This is the answer for me. I wear my SKX every day for pretty much everything, besides wrenching, working out and sometimes skiing when my G-Shock(one of the old-school square ones) gets a little wrist time. And that's only because the SKX gets in the way a bit and gets gross if I'm sweating on it and getting oil on it all the time, not because it wouldn't work fine for those activities too. It's the ultimate tool watch because it's versatile, good looking, and tough enough that you never have to worry while being cheap enough that you won't. I'm a bit of a watch nerd myself, but my collection is a little lame consisting of the SKX, the G-Shock and a Seiko SNK(my first mechanical watch). I can't bring myself to spend thousands of bucks on a luxury piece and I have yet to find a watch in the >$500 range that I think would get enough wrist time over the SKX to be worthwile.The Seiko SKX007J is a true tool watch. Why? Well, you can literally drive nails with it and it’ll still keep good time. Day and date complications for very little money. Why DOESNT everyone have one?!?
But the best “expedition “ watch is probably the Omega Moon Watch. Speedmaster Professional with the hand wind 821 movement (post ‘68) only because there are a billion of them and it’s like a small block Chevy to repair, and fitted with the solid back and plastic crystal. Yes, you have to wind it each day and no, it does not have the date. But it ticks many boxes for durability, reliability, reasonable cost, moderate water resistance (50m I believe) and holds value well if you really get in a jam and need cash. The Rolex trumps here but they can attract the wrong attention too...
(Doomsday spoiler)
There is one thing all digital and Quartz watches are susceptible to: EMP.
Of course at that point you may have other priorities to concern yourself with.
But that intangible is there for me- I need a machine on my wrist, even if it’s a quartz controlled one, rather than a digital with zero moving parts. It’s a watch thing.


Task brief: Transcribe every line below exactly; no image goes into the output.

Phrase grounding data
--- START ---

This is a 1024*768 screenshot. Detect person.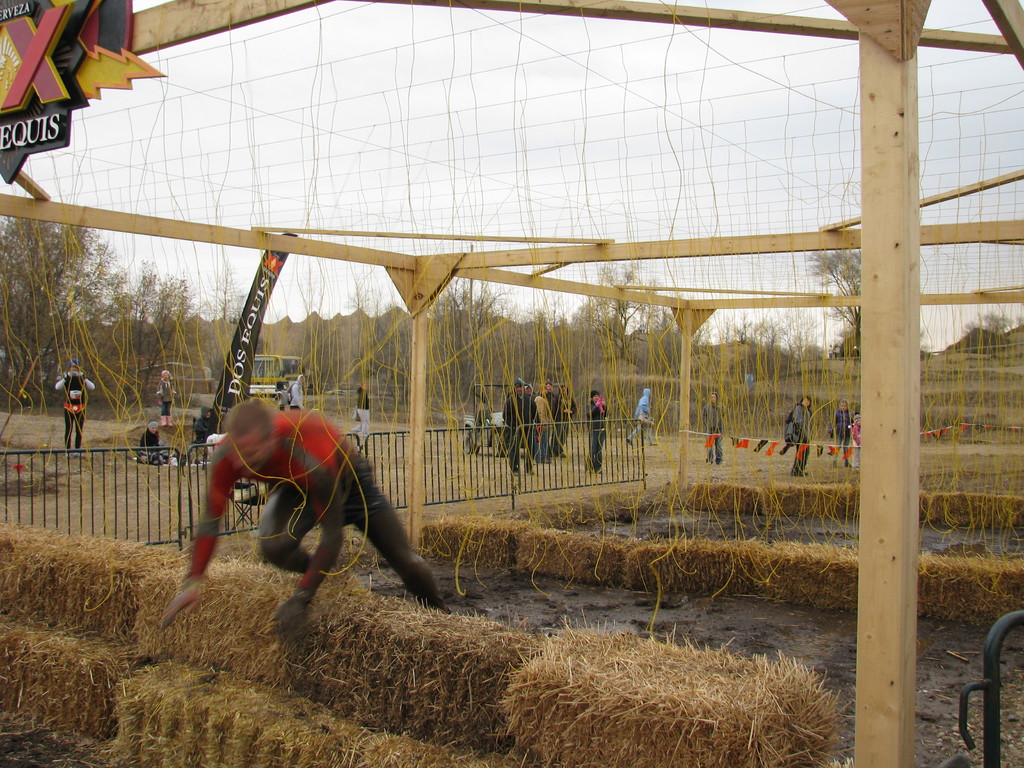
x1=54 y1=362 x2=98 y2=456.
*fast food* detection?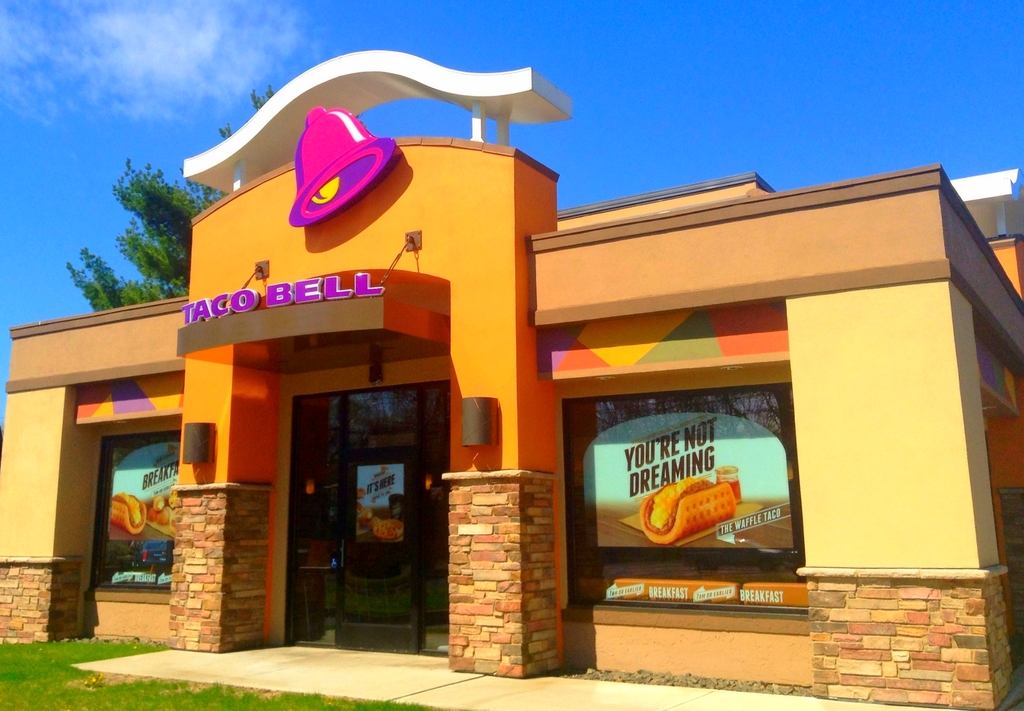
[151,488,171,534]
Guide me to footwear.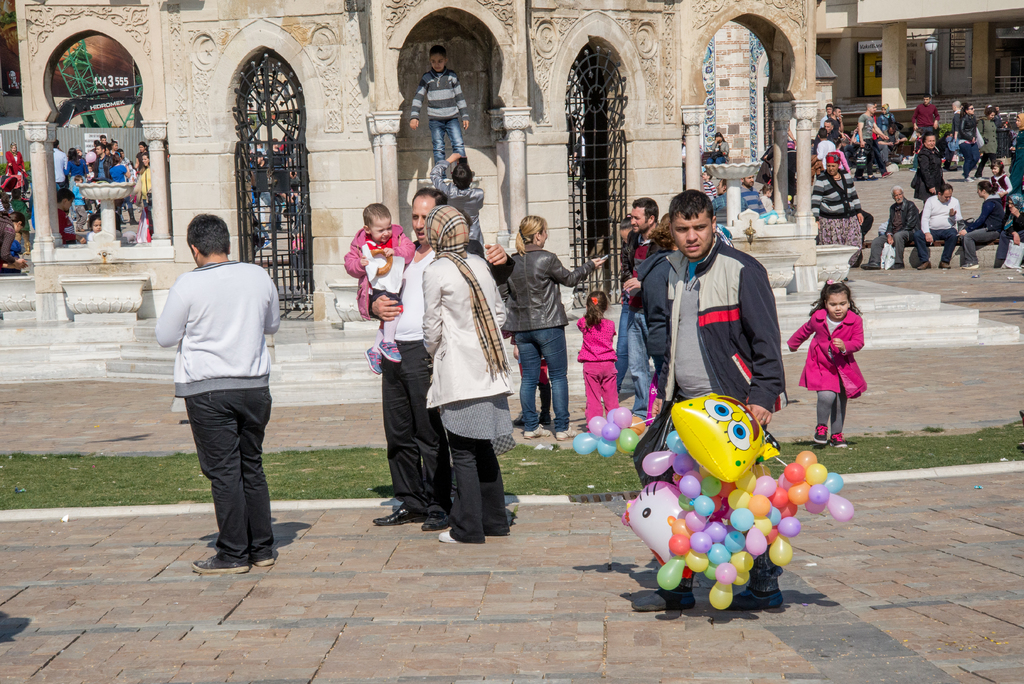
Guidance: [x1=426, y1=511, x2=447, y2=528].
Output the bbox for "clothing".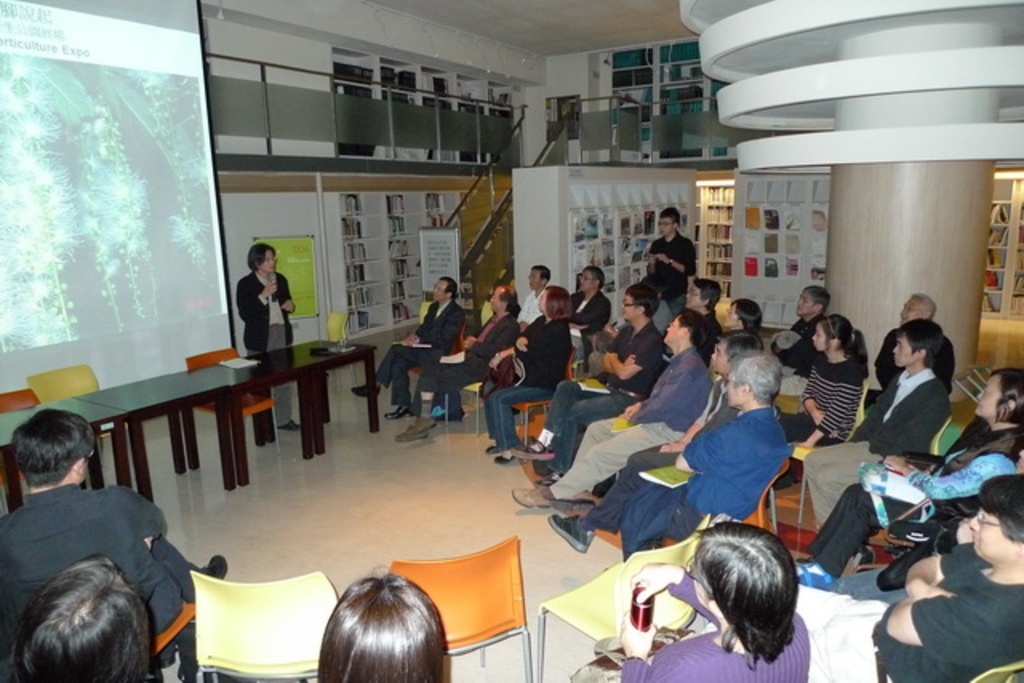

--- END ---

Reply:
This is a 1024*768 screenshot. Detect person.
x1=54 y1=362 x2=98 y2=456.
*fast food* detection?
[151,488,171,534]
Guide me to footwear.
Guidance: [x1=426, y1=511, x2=447, y2=528].
Output the bbox for "clothing".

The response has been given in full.